Every day I had tried to sign up for hypnosis sessions with Marcos Lutyens, and every day I had been too late to get on the list. I also missed Jérôme Bel’s Disabled Theatre, the event that everyone had an opinion about. The Documenta Web site describes it as “a series of solo performances of up to three minutes by the members of Theater Hora, a Zurich-based professional theater company of people with learning disabilities.” An American artist I met said she found the whole thing exploitative and repellent and walked out in the middle. Simon from Sweden shrugged, explaining that in his country there are several theater companies like this. The idea of people with disabilities performing was nothing new. A grad student from London thought it was brilliant the way the people in the audience were forced to question whether they were applauding the performers or applauding themselves for applauding the performers.

We did finally make our way into the woods of Karlsaue Park. We passed a flock of white-coated “therapists” smoking on the grass outside Pedro Reyes’s SANITORIUM, where you could sign up for fifteen-minute sessions that might involve treatments from Gestalt, folk rituals, Fluxus Happenings, primal scream, and other therapies. Sam Durant’s Scaffold appeared to be a kind of wooden Winchester House jungle gym—at least that’s how most people were treating it, with kids dangling from the beams beneath the floor—but it was, in fact, a series of entangled gallows. In a clearing of trees, we came upon a massive white statue of a hooded phantom that looked like it had been carved out of Ivory soap, kind of like finding yourself in a movie by Apichatpong Weerasethakul. The sculpture was part of the Thai filmmaker’s The Importance of Telepathy. I learned later that there were hammocks and bells hanging from the trees, an invitation for people to experience “environmental cinema,” but we didn’t know that at the time, and we rested instead in lounge chairs by the lake and watched the ducks and geese. The next morning we caught an early train to the Frankfurt airport. In the waiting area, a group of travelers loudly debated the correct pronunciation of chamois. On the plane, I slept, watched Moneyball, slept some more, watched an episode of The Killing, and eventually we were touching down at JFK.

We made our way to the line in the beige customs hall. Suspended above the booths is Deborah Masters’s twenty-eight-panel frieze of scenes from New York City life—people riding the subway, men playing basketball, bathers at Coney Island. The line for American citizens moved steadily, and then we were at the front, waiting to be beckoned to one of the processing stations. And that was when I saw a seemingly unremarkable piece of paper and discovered we had walked into a whole new kind of environmental cinema. I would like to think this was some rogue strain of Documenta, but I know better. On a pillar someone had taped a production notice from National Geographic Television that stated, “By entering this area, you consent to your voice and likeness being videotaped and used without compensation for exploitation in any and all media.” It felt like a kind of entrapment, or at least a foregone conclusion, because, really, if you didn’t want to appear unpaid on a National Geographic special, where were you going to go?
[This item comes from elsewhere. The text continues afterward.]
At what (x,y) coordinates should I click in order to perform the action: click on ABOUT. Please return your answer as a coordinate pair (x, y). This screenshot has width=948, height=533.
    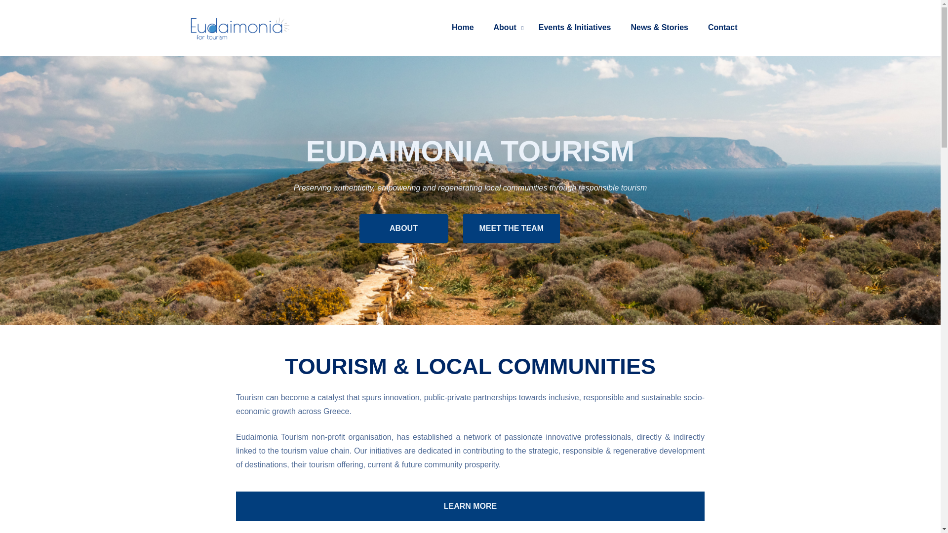
    Looking at the image, I should click on (404, 228).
Back to the plane? The notice went on to answer—without translation for non-English speakers—that “if you do not wish to be recorded and recognizable, as outlined above, then you may simply turn away from the camera.” There was no sign of a television crew in the customs hall. I never saw the camera, so perhaps it wasn’t there. Then the customs official motioned for me to step forward, and I did.

Liz Brown is a writer living in Brooklyn.